Frequently asked questions
What we test, how independence actually works, and what a result does — and doesn't — prove.
Trust & independence
Do you test your own products?
No. We don't sell peptides and never will. We only test samples other people submit. That separation is the entire point of the service.
Who can order a test — and does paying for it change the result?
Anyone can order: a buyer checking what they received, or a seller who wants independent proof of their own product. Paying for a test never buys the outcome — we don't sell peptides ourselves, every sample is tested blind, and a published result can't be edited, hidden, or swapped afterward. The result means the same thing no matter who ordered it.
What stops someone faking a QR code or reusing an old COA?
Every QR code resolves to one specific sample and batch on our own domain. A recycled or edited certificate simply won't verify. If a result is ever corrected it becomes a new version with visible history — never a silent edit — and the old version stays reachable and clearly marked.
How testing works
What's the difference between Screen and Release?
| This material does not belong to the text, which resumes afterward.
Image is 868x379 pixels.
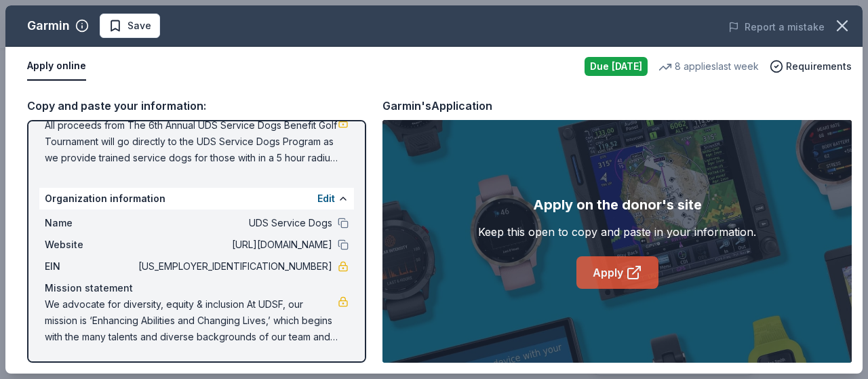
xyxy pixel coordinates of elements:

Screen confirms what the sample is and how pure it is: LC-MS identity plus RP-HPLC purity, with the chromatogram, spectrum, and raw data. Release adds quantification — net peptide content and a key impurity profile, with optional endotoxin and heavy metals — and is routed to an independent referee lab.
What methods do you run?
LC-MS for identity and RP-HPLC for purity on every test, with net-content and impurity work added on Release. Some compounds need a different method: HGH is run with size-exclusion for dimer and high-molecular-weight species, and NAD+ is a small-molecule assay rather than a peptide purity run. Note the compound when you order and we route it accordingly.
What does a purity number like 99% actually mean — and what doesn't it?
It's the chromatographic purity of the species the method can detect, by peak area — a strong signal that the material is what it claims to be and largely free of related impurities. It does not establish that the material is sterile or safe to use, that every vial from the same source is identical, or that dosing is accurate. Each COA states in plain English what its methods can and cannot show.
Ordering, payment & shipping
How do I order and send my sample?
Place an order, and we give you a shipping address and your blind sample ID. Ship the vial to that address; we photograph and log it the day it arrives, and testing runs under the blind ID — your name never travels with the sample.
How long do results take, and where can I test?
Screen is 5–7 business days from sample receipt and Release is 10–14. China is the live testing region today; the United States, United Kingdom, and EU are on the waitlist and open over time.
Results & verification
What's on the certificate?
The peptide name and claimed amount, LC-MS identity, RP-HPLC purity, observed versus theoretical mass, and — on Release — net content and impurities, plus the methods used, receipt and completion dates, a summary result, and a plain-English note on what the test does and doesn't prove. The raw chromatograms and spectra travel with it, and a QR code links to the permanent verification page.
Can I keep my result private?
Yes. You choose public or private when you order. Private certificates are fully verifiable by anyone with the link but are never listed in the public archive.
What happens if a sample fails — do you publish it?
You get the same full certificate and raw data; a fail is a real result, never withheld from you. Whether it's public is your choice — you pick public or private when you order — so ordering a test never means risking a public fail. When a result is public we show it as it is: we don't quietly filter the archive down to passes, and nothing published can be edited, deleted, or swapped afterward.
Someone showed me a COA — how do I check it's real?
Scan the QR code on the vial, or enter the verification code on our Verify page. A genuine certificate resolves on our domain to the matching sample and batch. If it doesn't verify there, treat it as unverified no matter how it looks.
Scope & limits
Does a passing test mean the peptide is safe to use?
No. A test describes the specific sample we received — its identity, purity, and, on Release, its content and impurities. It does not establish that any material is safe, sterile, or effective, that other vials from the same source are equivalent, or that possession, import, or use is lawful where you are. Nothing here is medical advice.
Still have a question?
We answer in plain English before you order.